It was in the Teatro del Lago in 1963 that I saw the film Lawrence of Arabia for the first time…According to my mother, I couldn’t stop talking about it for weeks. The harder I tried to make the story clear to her, the more I realized that a simple retelling was beside the point…she said, Who wants to see a movie with a lot of sand and sun anyway?
-Lawrence of Arabia: A Film’s Anthropology, Steven Caton
I will tell you who…KhairAllah, Bilal, Hamid, the other drovers gathered that night in the Cairo camel market for an outdoor projection in 1990 (see blog entry January 10, 2019), and all the villagers in Dar al-Kababish who saw the movie on my screening tour with KhairAllah in 2006. Not too much sand and sun for any of them, but a lot of familiar faces on screen and a lot of up country dialect they understood perfectly well that had gone right past the big city audiences in Cairo and Khartoum.
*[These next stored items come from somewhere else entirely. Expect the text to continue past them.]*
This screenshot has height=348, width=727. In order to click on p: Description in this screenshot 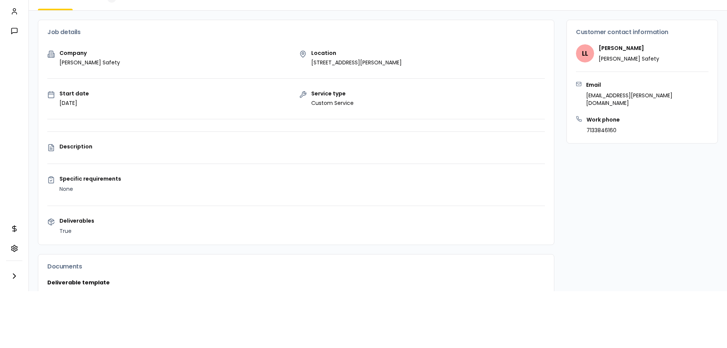, I will do `click(302, 147)`.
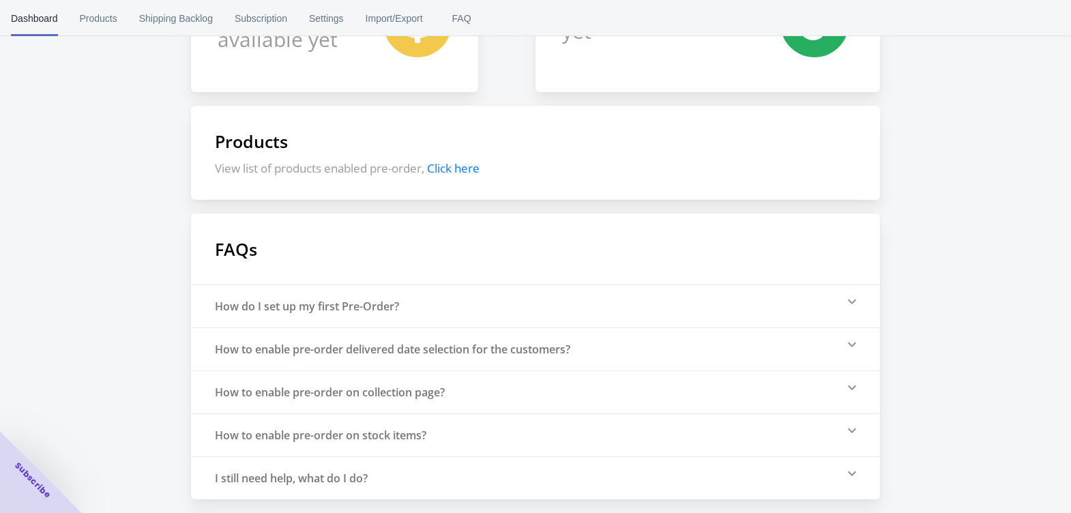 The width and height of the screenshot is (1071, 513). I want to click on span: Click here, so click(453, 168).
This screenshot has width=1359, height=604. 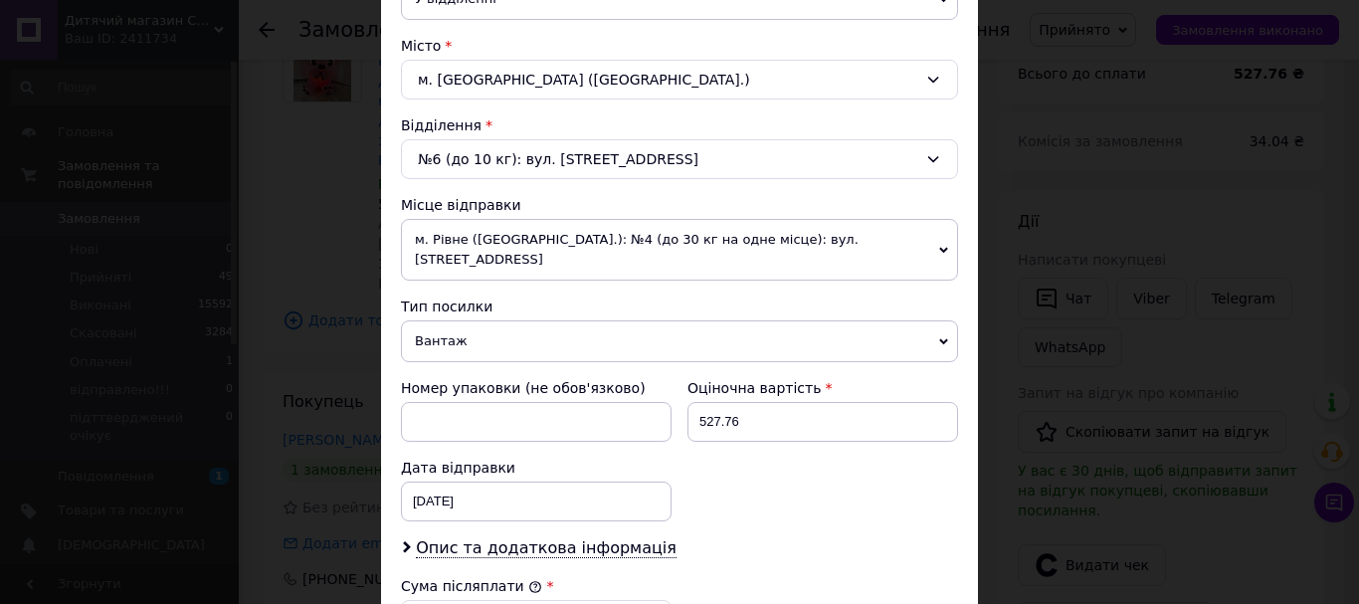 What do you see at coordinates (680, 125) in the screenshot?
I see `div: Відділення` at bounding box center [680, 125].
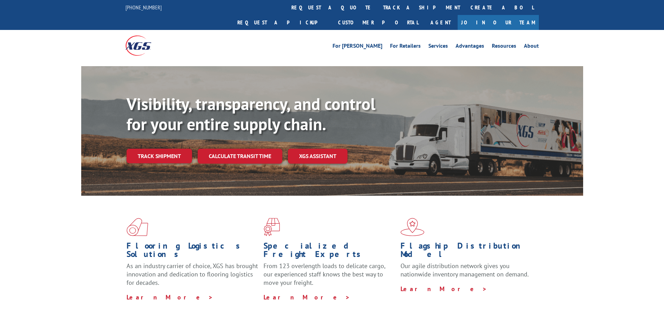 The height and width of the screenshot is (320, 664). Describe the element at coordinates (282, 22) in the screenshot. I see `a: Request a pickup` at that location.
In the scene when Yusuf says what the BBC translated as, Why don’t you fall in a hole?, they laughed their heads off in Dar al-Kababish but sat in silence at the University of Khartoum. Yusuf himself might not have wanted to see it, because his behavior at the end of the film did not reflect well on him, but he was killed in a car crash not long after, whether returning from another camel drive to Egypt I do not know.